Published 3:00 am Wednesday, March 21, 2012

With proation of just more than 10 percent looming in the General Fund, some state agencies are scambling for ideas on how to keep employees working and office doors open — including the Escambia County Circuit Clerk’s office.
Circuit Clerk Kenneth Taylor said his office has already taken some hits with budgeting and he is uncertain how the latest proration announcement will affect his office.
“Right now we are status quo,” Taylor said. “We are waiting on the chief justice to submit a plan on how to handle these latest cuts.”
This round of budget cuts will put a hardship on an already burdened office of the courts, Taylor said.
“We’re right on the edge right now,” Taylor said. “I just don’t see how we can take any more personnel cuts and continue to operate.”
Taylor said local funding has been a blessing that has allowed his office to maintain staff and keep operations going.
“We have been fortunate with some local funding for our office,” Taylor said. “But that funding is unstable, and it’s not a good way to do business.”
Previous cuts in the office have been made, and Taylor said taking more cuts would just deepen the wounds.

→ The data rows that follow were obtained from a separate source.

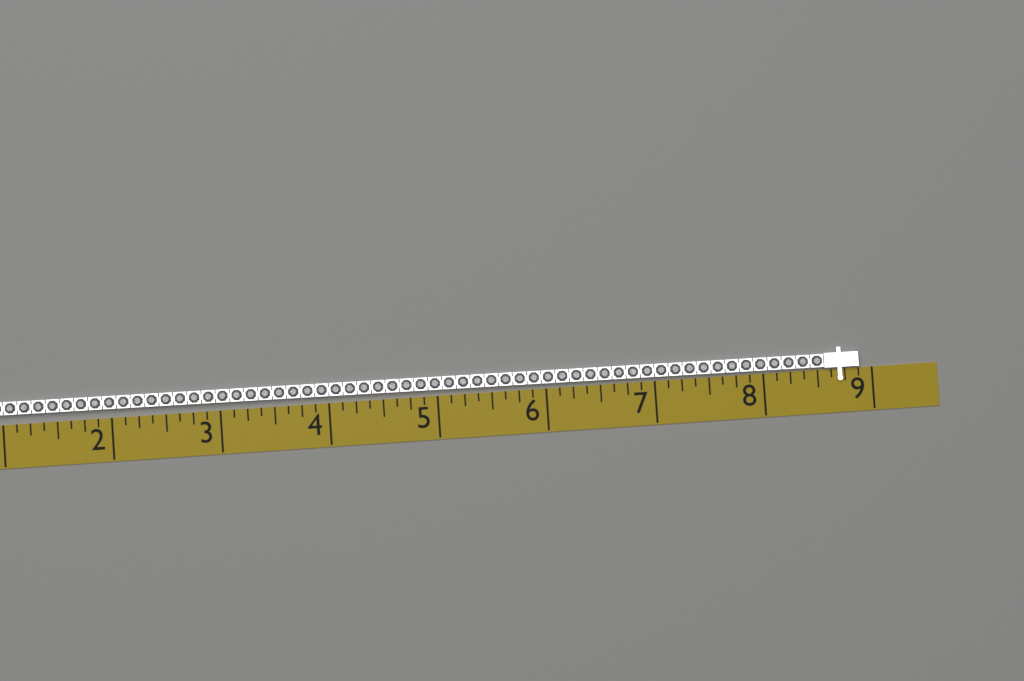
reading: 8.875 in
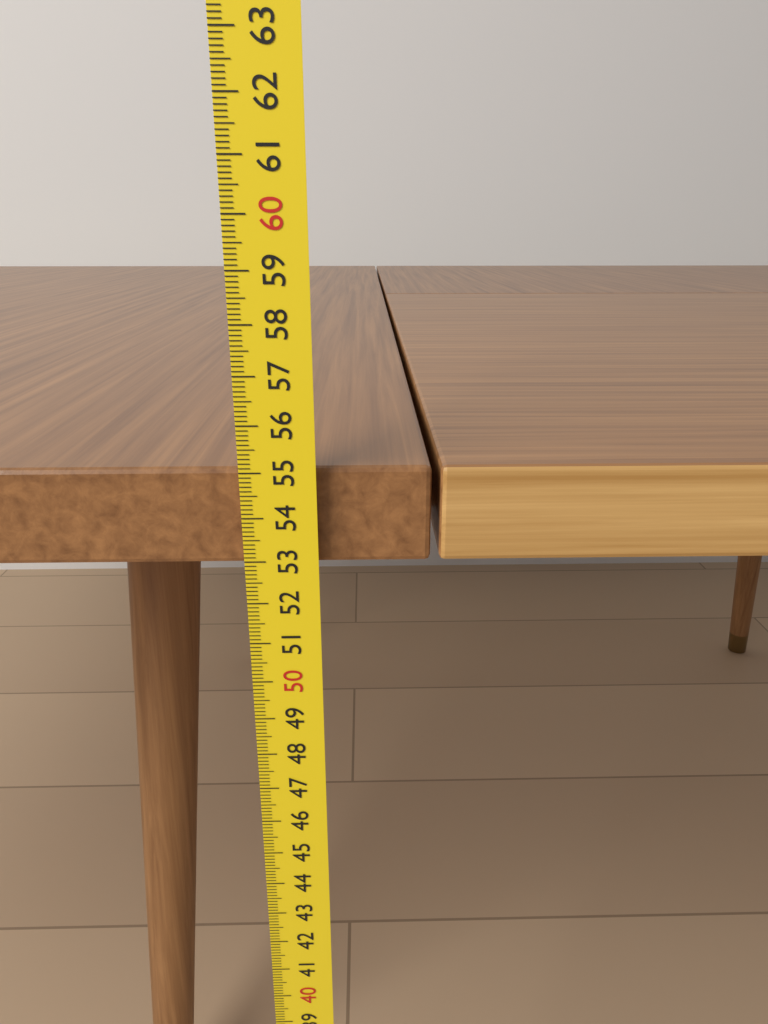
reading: 55.0 cm
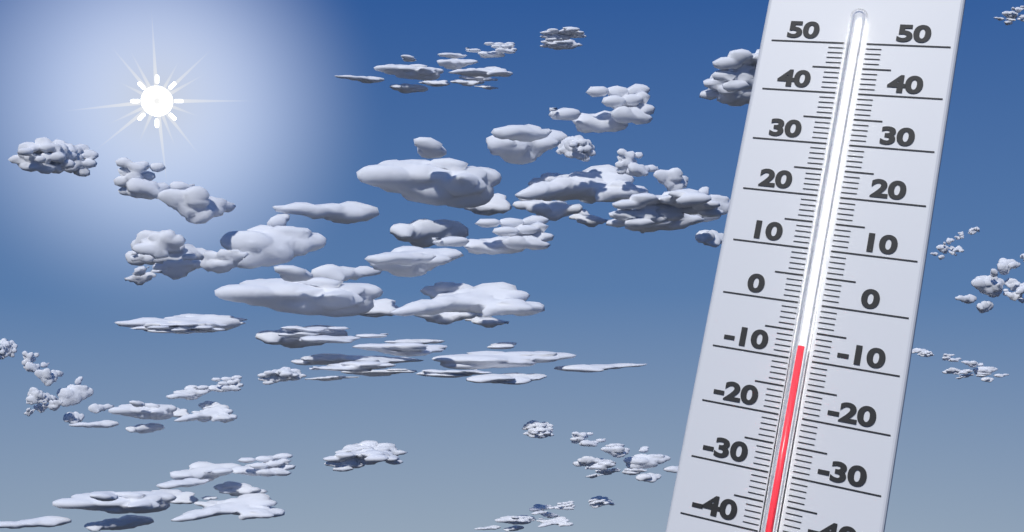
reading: -8 (no unit)
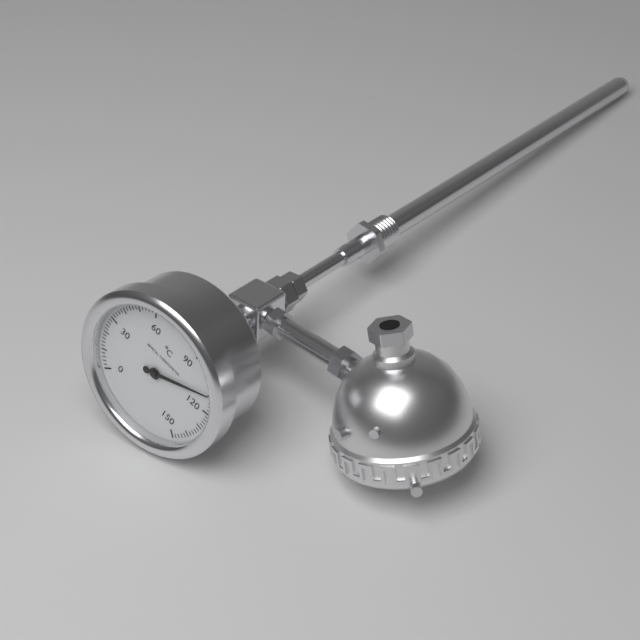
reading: 110 °C
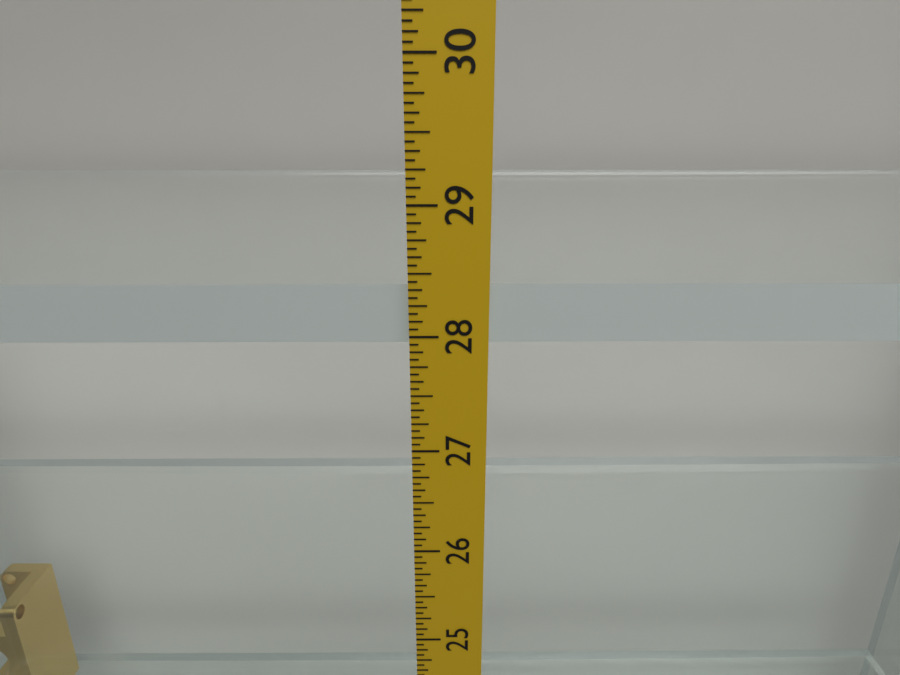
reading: 28.3750 in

“We went through similar cuts four years ago and had to make some big changes,” Taylor said. “With those cuts coming again, it’s going to cause a big backlog on work. You can’t prepare transcripts, you can’t process sentencing order, and you can’t get inmates out of the jail. Basically, you’re looking at a delay of the whole criminal justice system and that would create a big backlog at the jail.”

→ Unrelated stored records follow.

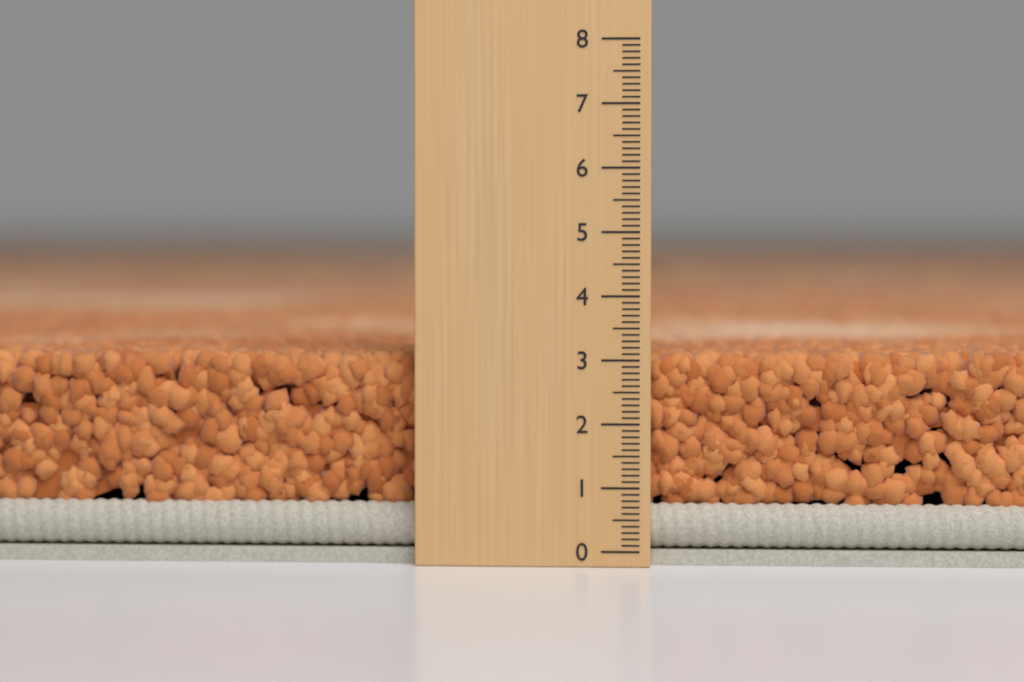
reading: 3.1 (no unit)
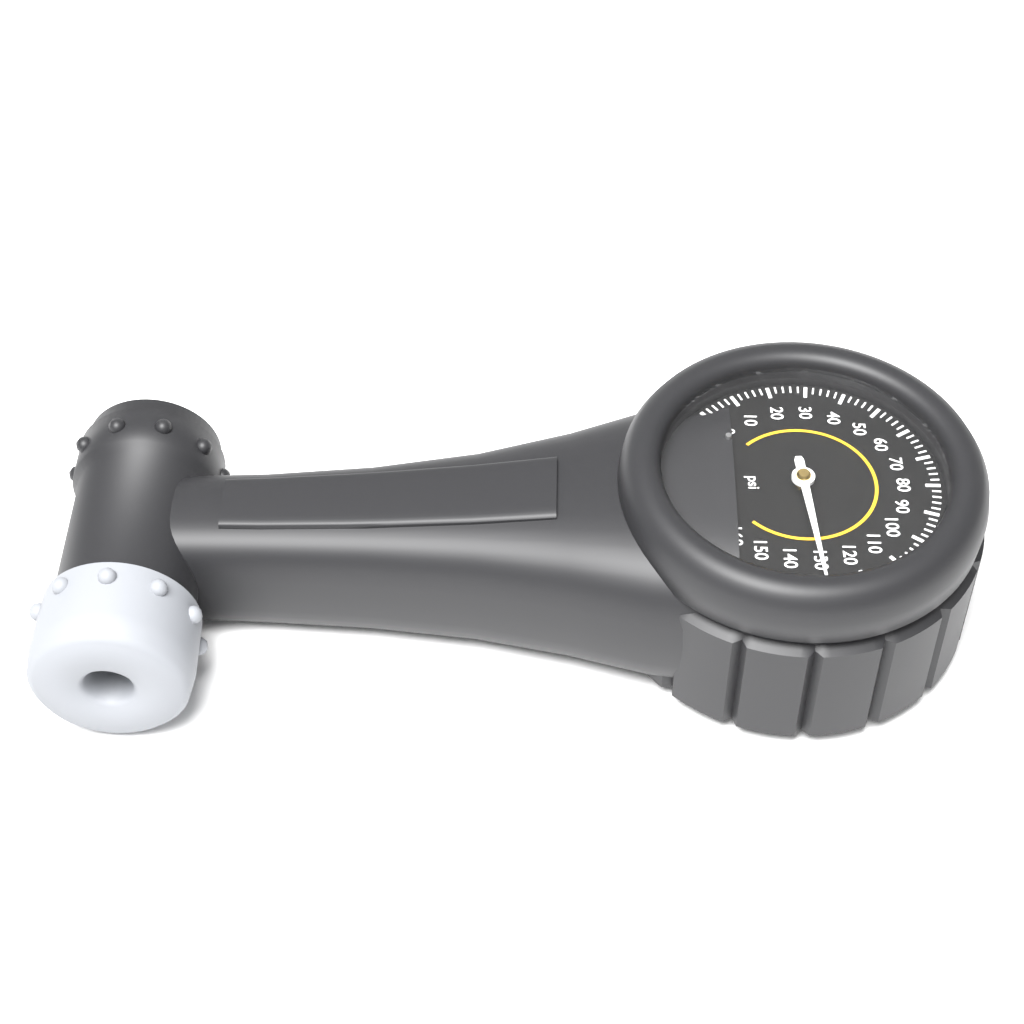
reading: 130 psi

That backlog is something Escambia County Sheriff Grover Smith isn’t looking forward to facing.
“All of these cuts will put us under a tremendous burden,” Smith said. “But, it’s just something we will have to work with and work through. Hopefully, things will work out but we will have to wait until we get there to know what to do.”
Smith said he is amazed at Taylor’s ability to keep the circuit clerk’s office running as well as it has based on cuts already made for the office.

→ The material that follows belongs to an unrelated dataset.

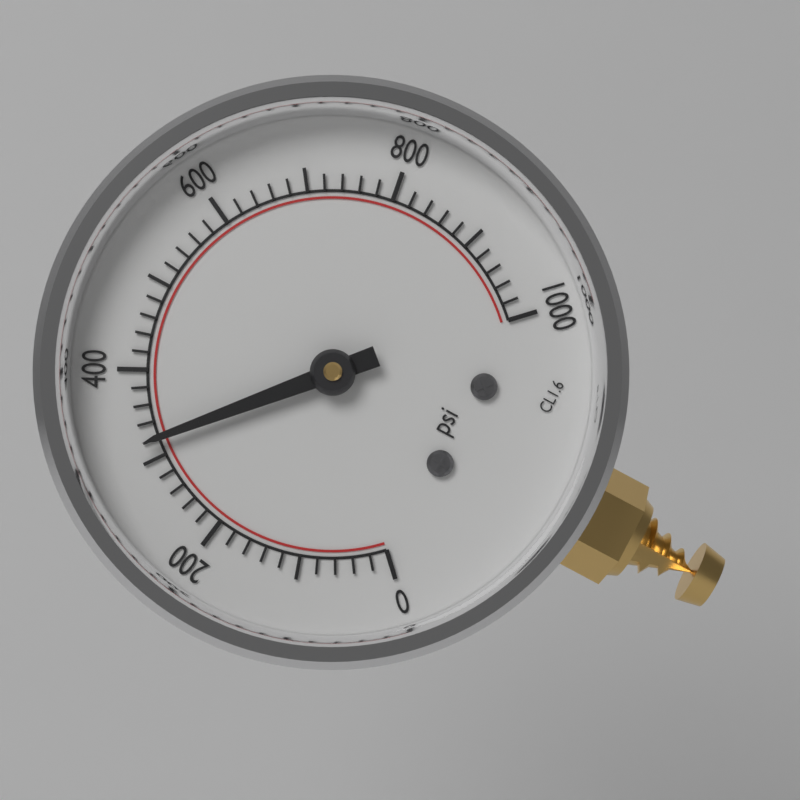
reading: 320 psi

“I don’t know how he’s kept the office operating with the budget he has to work with,” Smiths aid. “Some of his funding comes for the local level and that has helped. If he operated his office just on what the state gave him, he would only be open one day a week. He works long hours to get the people’s work done. I’m sure we’ll find a way to make this work. We’ll just have to wait and see what kind of personnel situation he winds up with and find a solution.”
Bentley announced the 10.6 percent proration for the state’s General Fund Friday, forcing $188 million in non-education spending cuts for the rest of the 2011 fiscal year, which ends Sept. 30. The cuts, he said, were aimed at balancing a struggling budget.
Although many agencies across the states will see a cut in funding, the state’s courts will only see a 10 percent reduction in funding, since they are constitutionally protected. Bentley also announced the Alabama Department of Corrections would not experience any budget cuts, and on Tuesday a House committee voted in favor of restoring the part of the Corrections budget that would have been cut by proration.
The cuts planned through the proration process are expected to impact Medicaid, agencies over mental health and public health as well as other state boards and agencies.